I didn’t even want to think about it.
“Let’s stop and get him some pizza.” Rob pointed at the new pizza place.
“I wonder if he’s ever had pizza.” I pulled into the parking lot.
“Let’s get one of each kind.”
Pizzas in hand, I went home while Rob got Samuel from Malinda’s where he’d stayed to be protected. She was our strongest line of defense.
Minutes later, they came into the house, holding hands.
“Hey, you two. Come sit down. Let’s eat.”
“I love pizza!” Samuel sat down and opened a box. He closed his eyes, taking the time to inhale the scent of meat and sauce and cheese.
“We didn’t know if you had eaten pizza, so we got one of each.”
“I’ve only eaten the cheese one. They got it as a mistake, so they threw me a piece. What kind is this?”
I answered after looking at the toppings.
Rob laughed and then, what started as a quiet chuckle, ended up with him doubled over, red-faced, barely able to breathe.
“What the hell is so funny?” I asked after cramming a slice into my mouth.
“You said…” He couldn’t even tell me what was funny.
I waited not so patiently for him
to get ahold of himself.
“Okay. Now what’s funny.”
“You said meat trio. That’s us. We are a meat trio.”
I sighed. That was my mature mate. Calling us a meat trio.
Chapter Eleven
Rob
Some days, I felt less like Rob and more like the name my father bestowed upon me after a distant ancestor. Raffaelino. By the time I was ten, I refused to answer to it.
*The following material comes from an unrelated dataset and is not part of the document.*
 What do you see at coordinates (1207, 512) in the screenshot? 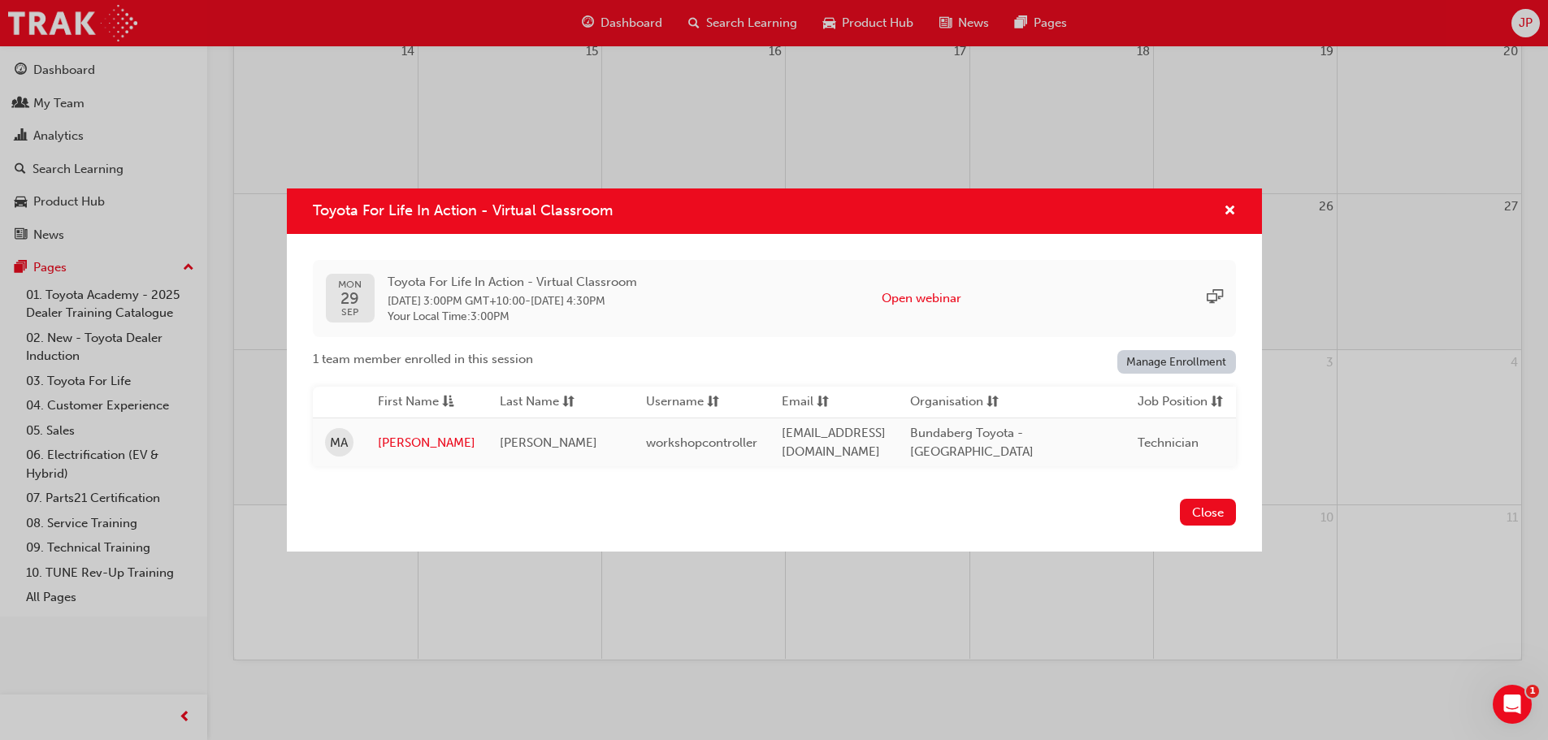
I see `button: Close` at bounding box center [1207, 512].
I suppose it was a moniker befitting a golden dragon, heir to a lineage that went back so far, the records were on papyrus. But most of the time, I preferred not to think about that either.
Like now, when I’d decided to leave behind the life I’d accepted for the most part—mercenary duties aside—since graduating from college. I know my mates were concerned with my giving up my fancy digs to move to the country. I wasn’t sure if they were more afraid I’d miss the penthouse or the parties, but I was over all that.
Pretty sure, anyway.
It had been a part of my life for so long, always in one way or another, but I’d never actually chosen it. Thinking back, I only really felt alive when I was on a mission. Sure, I was very happy to support the worthy causes, but if I never at another piece of dry chicken while listening to golf talk it would be too soon. I realized I’d been drifting or maybe just gliding along in the grooves laid out by my father and those who came before him. Had they enjoyed it?
And, even more important, I was going to review the causes I endorsed. I’d simply continued giving, with little thought as to whether they were important to me or even well run, relevant to modern times. I wouldn’t be surprised to find a donation to “Save the T-rex” in my tax return.
I didn’t want to leave anyone worthy out in the cold, but I had a foundation in mind, one for which I would do more than write checks and eat bad meals. One that would require a lot more of my time, and, if they were willing, that of my mates.
But first, before taking on a cause much larger, we had some local unicorns to save. Because, once they were auctioned off, they could end up anywhere in the world, well out of our reach.
“Whatever you do,” Sasha said, “don’t tell Samuel what we’re on our way to do.”